BACK AT THE HOUSE, he read the personnel files with the tapes running behind them, at about four times actual. The staff members came and left in a herky-jerky speeded-up way reminiscent of old silent films; every once in a while, he would slow the tapes down to watch the action. The only people to actually go into a cell were Beloit and another doctor named Rosen, and they were always escorted by two orderlies, and they never went into the cells of the Big Three, only into the cell of the fourth man, who was being disciplined for attacking another patient. They went in, gave him an insulin shot, and left. Routine.

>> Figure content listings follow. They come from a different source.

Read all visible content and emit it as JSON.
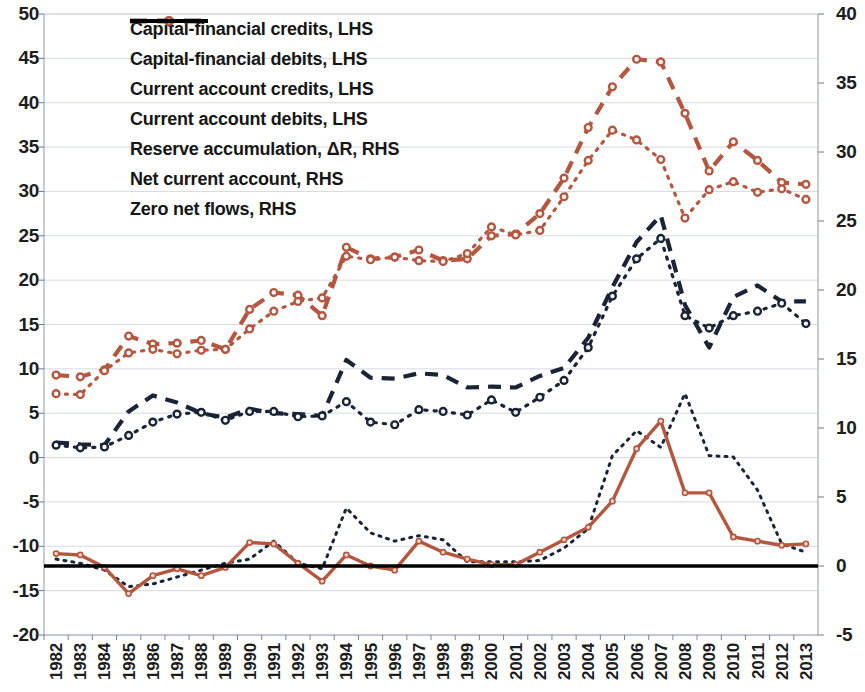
{
  "chart_data": {
    "type": "line",
    "title": "",
    "xlabel": "",
    "ylabel": "",
    "grid": true,
    "legend_position": "top-center-inside",
    "x": [
      1982,
      1983,
      1984,
      1985,
      1986,
      1987,
      1988,
      1989,
      1990,
      1991,
      1992,
      1993,
      1994,
      1995,
      1996,
      1997,
      1998,
      1999,
      2000,
      2001,
      2002,
      2003,
      2004,
      2005,
      2006,
      2007,
      2008,
      2009,
      2010,
      2011,
      2012,
      2013
    ],
    "xtick_labels": [
      "1982",
      "1983",
      "1984",
      "1985",
      "1986",
      "1987",
      "1988",
      "1989",
      "1990",
      "1991",
      "1992",
      "1993",
      "1994",
      "1995",
      "1996",
      "1997",
      "1998",
      "1999",
      "2000",
      "2001",
      "2002",
      "2003",
      "2004",
      "2005",
      "2006",
      "2007",
      "2008",
      "2009",
      "2010",
      "2011",
      "2012",
      "2013"
    ],
    "axes": {
      "left": {
        "label": "LHS",
        "min": -20,
        "max": 50,
        "step": 5,
        "ticks": [
          "50",
          "45",
          "40",
          "35",
          "30",
          "25",
          "20",
          "15",
          "10",
          "5",
          "0",
          "-5",
          "-10",
          "-15",
          "-20"
        ]
      },
      "right": {
        "label": "RHS",
        "min": -5,
        "max": 40,
        "step": 5,
        "ticks": [
          "40",
          "35",
          "30",
          "25",
          "20",
          "15",
          "10",
          "5",
          "0",
          "-5"
        ]
      }
    },
    "series": [
      {
        "name": "Capital-financial credits, LHS",
        "axis": "left",
        "color": "#1b2436",
        "style": "dashed",
        "marker": "none",
        "values": [
          1.7,
          1.5,
          1.4,
          5.2,
          7.0,
          6.2,
          5.0,
          4.5,
          5.5,
          5.0,
          4.9,
          4.7,
          11.0,
          9.0,
          8.9,
          9.5,
          9.3,
          7.9,
          8.0,
          7.9,
          9.2,
          10.1,
          13.5,
          19.2,
          24.3,
          27.3,
          17.2,
          12.4,
          18.1,
          19.4,
          17.6,
          17.6
        ]
      },
      {
        "name": "Capital-financial debits, LHS",
        "axis": "left",
        "color": "#1b2436",
        "style": "dotted",
        "marker": "circle",
        "values": [
          1.4,
          1.1,
          1.2,
          2.5,
          4.0,
          4.9,
          5.1,
          4.2,
          5.2,
          5.2,
          4.6,
          4.7,
          6.3,
          4.0,
          3.7,
          5.4,
          5.2,
          4.8,
          6.5,
          5.1,
          6.8,
          8.7,
          12.4,
          18.2,
          22.4,
          24.7,
          16.0,
          14.6,
          16.0,
          16.5,
          17.4,
          15.1
        ]
      },
      {
        "name": "Current account credits, LHS",
        "axis": "left",
        "color": "#b5563f",
        "style": "dashed",
        "marker": "circle",
        "values": [
          9.3,
          9.1,
          9.9,
          13.7,
          12.8,
          12.9,
          13.2,
          12.2,
          16.7,
          18.6,
          18.3,
          16.0,
          23.7,
          22.4,
          22.6,
          23.4,
          22.2,
          22.4,
          25.0,
          25.2,
          27.5,
          31.5,
          37.2,
          41.8,
          44.9,
          44.6,
          38.8,
          32.3,
          35.6,
          33.5,
          31.0,
          30.8
        ]
      },
      {
        "name": "Current account debits, LHS",
        "axis": "left",
        "color": "#b5563f",
        "style": "dotted",
        "marker": "circle",
        "values": [
          7.2,
          7.1,
          9.8,
          11.8,
          12.2,
          11.7,
          12.1,
          12.2,
          14.5,
          16.5,
          17.6,
          18.0,
          22.7,
          22.3,
          22.6,
          22.2,
          22.1,
          23.0,
          26.0,
          25.1,
          25.6,
          29.4,
          33.5,
          36.9,
          35.8,
          33.6,
          27.0,
          30.2,
          31.1,
          29.9,
          30.3,
          29.1
        ]
      },
      {
        "name": "Reserve accumulation, ΔR, RHS",
        "axis": "right",
        "color": "#1b2436",
        "style": "dotted-fine",
        "marker": "none",
        "values": [
          0.5,
          0.2,
          -0.3,
          -1.5,
          -1.3,
          -0.8,
          -0.3,
          0.2,
          0.5,
          1.8,
          0.2,
          -0.2,
          4.2,
          2.4,
          1.8,
          2.2,
          1.9,
          0.3,
          0.3,
          0.3,
          0.4,
          1.3,
          2.7,
          8.0,
          9.8,
          8.6,
          12.5,
          8.0,
          7.9,
          5.5,
          1.6,
          1.0
        ]
      },
      {
        "name": "Net current account, RHS",
        "axis": "right",
        "color": "#b5563f",
        "style": "solid",
        "marker": "circle-open",
        "values": [
          0.9,
          0.8,
          -0.1,
          -2.0,
          -0.7,
          -0.2,
          -0.7,
          -0.1,
          1.7,
          1.6,
          0.2,
          -1.1,
          0.8,
          0.0,
          -0.3,
          1.8,
          1.0,
          0.5,
          0.1,
          0.1,
          1.0,
          1.9,
          2.8,
          4.7,
          8.5,
          10.5,
          5.3,
          5.3,
          2.1,
          1.8,
          1.5,
          1.6
        ]
      },
      {
        "name": "Zero net flows, RHS",
        "axis": "right",
        "color": "#000000",
        "style": "solid-thick",
        "marker": "none",
        "constant": 0
      }
    ],
    "legend_entries": [
      {
        "label": "Capital-financial credits, LHS",
        "color": "#1b2436",
        "style": "dashed"
      },
      {
        "label": "Capital-financial debits, LHS",
        "color": "#1b2436",
        "style": "dotted-marker"
      },
      {
        "label": "Current account credits, LHS",
        "color": "#b5563f",
        "style": "dashed-marker"
      },
      {
        "label": "Current account debits, LHS",
        "color": "#b5563f",
        "style": "dotted-marker"
      },
      {
        "label": "Reserve accumulation, ΔR, RHS",
        "color": "#1b2436",
        "style": "dotted-fine"
      },
      {
        "label": "Net current account, RHS",
        "color": "#b5563f",
        "style": "solid"
      },
      {
        "label": "Zero net flows, RHS",
        "color": "#000000",
        "style": "solid-thick"
      }
    ]
  }
}
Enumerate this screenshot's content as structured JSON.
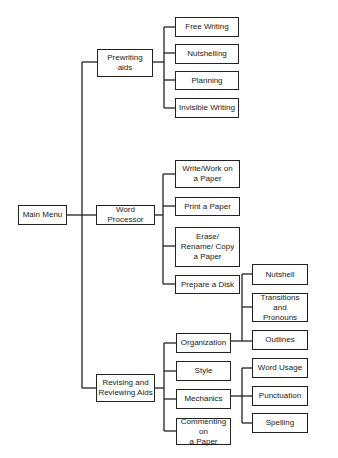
{
  "diagram": {
    "type": "hierarchy-tree",
    "root": {
      "label": "Main Menu",
      "children": [
        {
          "label": "Prewriting\naids",
          "children": [
            {
              "label": "Free Writing"
            },
            {
              "label": "Nutshelling"
            },
            {
              "label": "Planning"
            },
            {
              "label": "Invisible Writing"
            }
          ]
        },
        {
          "label": "Word Processor",
          "children": [
            {
              "label": "Write/Work on\na Paper"
            },
            {
              "label": "Print a Paper"
            },
            {
              "label": "Erase/\nRename/ Copy\na Paper"
            },
            {
              "label": "Prepare a Disk"
            }
          ]
        },
        {
          "label": "Revising and\nReviewing Aids",
          "children": [
            {
              "label": "Organization",
              "children": [
                {
                  "label": "Nutshell"
                },
                {
                  "label": "Transitions and\nPronouns"
                },
                {
                  "label": "Outlines"
                }
              ]
            },
            {
              "label": "Style"
            },
            {
              "label": "Mechanics",
              "children": [
                {
                  "label": "Word Usage"
                },
                {
                  "label": "Punctuation"
                },
                {
                  "label": "Spelling"
                }
              ]
            },
            {
              "label": "Commenting on\na Paper"
            }
          ]
        }
      ]
    }
  }
}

O'Donnell and Sennet actually helped deliver food, keying back the security panels, chatting with the Big Three as their meals were delivered. Chase went from slow to manic to crazed to cooler to slow and finally to catatonic as he watched. O'Donnell moved in a way that blocked the hall camera from the food tray. Lucas picked it up on the second delivery. He made a note.
Sennet did nothing but chat, and sometimes not even that, standing beside the meal-delivery man as the food went into the cell. He would occasionally make a note on a clipboard.
Grant went only once, with Hart. He carried a notebook but never opened it; peeled off a good-looking sport coat, rolled up his sleeves, talked with Biggie; walked down toward the camera, following Hart to Chase's cell, chatted with him for a moment; said nothing to Chase, only watched as the other man wandered helplessly around his cell.
When they closed the window to Chase's cell, Grant said to Hart, "His personality is coming apart. We've got to get him out of here."
"I don't think they'll let us do that, not until they catch Mr. Torture Guy."
Hart actually leaned against the security glass with one hand. Lucas ran the tape back: Hart had done that several times, at the different cells. Could he have written something on the palm of his hand? That seemed far-fetched; but Lucas made a note.
He didn't find much in the personnel files: he'd give them to the co-ordination center in the morning, have them run them.
That night, trying to sleep, he kept coming back to the tapes. Something went into the cells, right under his eyes. How had they done it?